What Is Pressure Dew Point?
Pressure dew point describes the temperature where water vapor begins to condense at a stated operating pressure. It is useful in compressed air systems because pressure changes alter vapor partial pressure. A dryer may look safe at one pressure, yet the same moisture load can behave differently after expansion or compression.
Why This Calculator Matters
This calculator converts a known dew point at one pressure to an equivalent dew point at another pressure. It helps engineers compare dryer performance, receiver conditions, instrument air needs, and point of use risks. The tool also reports vapor pressure, mole fraction, ppmv, and margin against the selected limit.
Physics Behind The Result
The calculation uses saturation vapor pressure at the entered dew point. At saturation, the water vapor partial pressure equals that saturation pressure. Dividing that value by the source absolute pressure gives the water vapor mole fraction. Multiplying the mole fraction by the target absolute pressure gives the new water vapor partial pressure. The inverse saturation equation then returns the target pressure dew point.
Practical Use Cases
Use the calculator when checking compressed air dryers, pneumatic controls, paint lines, laboratory air, nitrogen blankets, and cold outdoor piping. It is also helpful when a specification gives atmospheric dew point, but the plant measures pressure dew point. Always compare results with equipment manuals, calibrated sensors, and site standards.
Reading The Outputs
A lower target dew point indicates drier air after pressure reduction. A higher value indicates greater condensation risk after pressure increase. The ppmv value stays tied to the moisture mole fraction, while vapor pressure changes with pressure. The safety margin shows how far the calculated dew point is from your selected maximum limit.
Accuracy Notes
The result assumes ideal gas behavior and no extra water enters or leaves between pressure points. It also assumes the entered dew point represents saturated water vapor at the source pressure. For critical service, add a safety margin and verify readings with a maintained hygrometer.
Best Practice Notes
Record pressure units carefully, because gauge and absolute values differ. Test near normal load, not only idle flow. Recalculate after regulator changes, dryer service, or seasonal temperature swings, since condensation risk can move quickly without warning.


- **What you should do**
Find the lines of data that contain the string "cause", then list them.

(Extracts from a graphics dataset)
[Start of Attachment]

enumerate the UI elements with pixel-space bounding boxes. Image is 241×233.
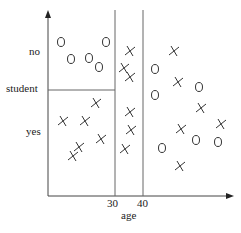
circle-marker-icon	[196, 83, 203, 92]
circle-marker-icon	[215, 138, 222, 147]
cross-marker-icon	[175, 161, 185, 171]
circle-marker-icon	[96, 63, 103, 72]
plot-area	[0, 0, 241, 233]
cross-marker-icon	[68, 151, 78, 161]
circle-marker-icon	[68, 55, 75, 64]
y-category-no: no	[29, 46, 40, 57]
cross-marker-icon	[176, 124, 186, 134]
circle-marker-icon	[159, 144, 166, 153]
y-axis-arrow-icon	[45, 10, 51, 18]
cross-marker-icon	[91, 98, 101, 108]
y-category-yes: yes	[26, 126, 41, 137]
cross-marker-icon	[58, 116, 68, 126]
circle-marker-icon	[58, 38, 65, 47]
cross-marker-icon	[119, 63, 129, 73]
cross-marker-icon	[173, 77, 183, 87]
cross-marker-icon	[125, 107, 135, 117]
cross-marker-icon	[126, 125, 136, 135]
cross-marker-icon	[120, 144, 130, 154]
x-axis-label-age: age	[121, 210, 136, 221]
data-points	[58, 38, 227, 172]
circle-marker-icon	[152, 91, 159, 100]
circle-marker-icon	[152, 65, 159, 74]
cross-marker-icon	[125, 46, 135, 56]
cross-marker-icon	[169, 46, 179, 56]
x-tick-30: 30	[107, 198, 118, 209]
cross-marker-icon	[216, 119, 226, 129]
cross-marker-icon	[80, 116, 90, 126]
x-axis-arrow-icon	[226, 193, 234, 199]
y-axis-label-student: student	[6, 83, 38, 94]
circle-marker-icon	[103, 38, 110, 47]
decision-tree-partition-diagram: no student yes 30 40 age	[0, 0, 241, 233]
cross-marker-icon	[96, 134, 106, 144]
circle-marker-icon	[193, 136, 200, 145]
x-tick-40: 40	[137, 198, 148, 209]
cross-marker-icon	[74, 142, 84, 152]
circle-marker-icon	[86, 54, 93, 63]
cross-marker-icon	[196, 103, 206, 113]
cross-marker-icon	[125, 72, 135, 82]
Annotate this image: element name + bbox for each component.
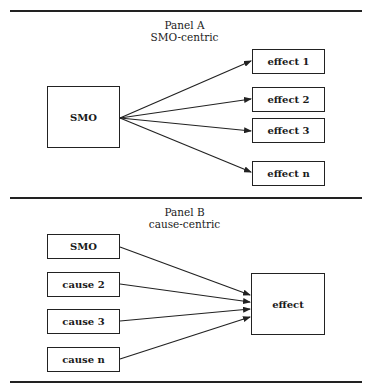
panel-a-source-box: SMO [47,86,120,148]
panel-b-effect-box: effect [251,273,325,335]
panel-b-title: Panel B [0,206,369,218]
panel-b-arrows [120,247,250,359]
middle-rule [10,197,362,199]
panel-a-effect-n-box: effect n [252,161,325,186]
panel-b-source-smo-box: SMO [47,234,120,259]
bottom-rule [10,381,362,383]
panel-a-effect-1-box: effect 1 [252,49,325,74]
panel-b-cause-n-box: cause n [47,347,120,372]
panel-a-effect-2-box: effect 2 [252,87,325,112]
panel-b-cause-2-box: cause 2 [47,272,120,297]
panel-a-arrows [120,61,251,172]
panel-b-subtitle: cause-centric [0,218,369,230]
panel-b-cause-3-box: cause 3 [47,309,120,334]
panel-a-effect-3-box: effect 3 [252,118,325,143]
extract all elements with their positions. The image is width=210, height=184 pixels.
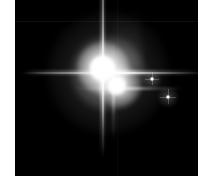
nix-point-source <box>150 77 154 81</box>
image-viewer <box>0 0 210 184</box>
hydra-point-source <box>166 95 170 99</box>
inner-halo <box>71 36 145 110</box>
charon-spike-horizontal <box>73 87 183 90</box>
pluto-spike-horizontal <box>23 70 198 75</box>
nix-halo <box>143 70 161 88</box>
pluto-spike-vertical-core <box>102 0 104 159</box>
pluto-spike-vertical <box>100 0 105 156</box>
charon-spike-vertical <box>112 42 115 142</box>
nix-spike-vertical <box>152 72 153 85</box>
nebulous-wisp <box>115 8 141 74</box>
mosaic-seam-vertical <box>117 0 118 176</box>
hydra-halo <box>158 87 178 107</box>
astronomical-image-frame <box>15 0 198 176</box>
nix-spike-horizontal <box>145 79 159 80</box>
outer-halo <box>47 12 169 134</box>
background-noise <box>15 0 198 176</box>
charon-core <box>107 76 126 95</box>
pluto-glow <box>77 42 129 94</box>
hydra-spike-horizontal <box>160 97 176 98</box>
charon-glow <box>98 65 140 107</box>
hydra-spike-vertical <box>168 89 169 104</box>
mosaic-seam-horizontal <box>15 21 198 22</box>
pluto-core <box>90 56 115 81</box>
pluto-spike-horizontal-core <box>21 72 198 74</box>
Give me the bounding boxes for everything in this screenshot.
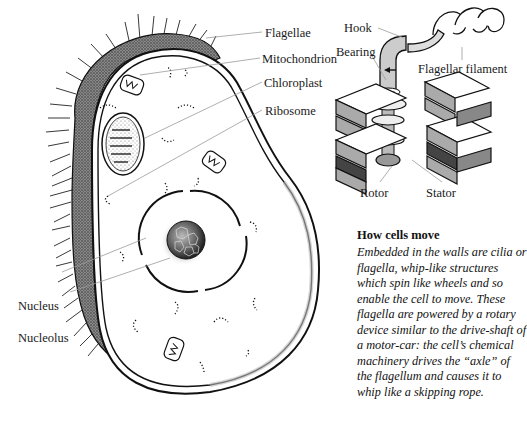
- label-ribosome: Ribosome: [265, 105, 316, 118]
- label-flagellar-filament: Flagellar filament: [418, 63, 507, 76]
- label-bearing: Bearing: [336, 46, 376, 59]
- label-chloroplast: Chloroplast: [264, 77, 322, 90]
- label-rotor: Rotor: [360, 187, 388, 200]
- label-nucleolus: Nucleolus: [18, 332, 69, 345]
- label-stator: Stator: [426, 187, 456, 200]
- caption: How cells move Embedded in the walls are…: [357, 228, 527, 400]
- label-nucleus: Nucleus: [18, 300, 59, 313]
- caption-body: Embedded in the walls are cilia or flage…: [357, 245, 527, 400]
- label-flagellae: Flagellae: [265, 27, 311, 40]
- label-hook: Hook: [344, 22, 372, 35]
- label-mitochondrion: Mitochondrion: [262, 53, 337, 66]
- caption-title: How cells move: [357, 228, 527, 243]
- chloroplast: [102, 113, 144, 175]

[End of Attachment]

- **Solution to this task**
panel-b-cause-n-box: cause n [47,347,120,372]
panel-b-cause-2-box: cause 2 [47,272,120,297]
panel-b-subtitle: cause-centric [0,218,369,230]
panel-b-cause-3-box: cause 3 [47,309,120,334]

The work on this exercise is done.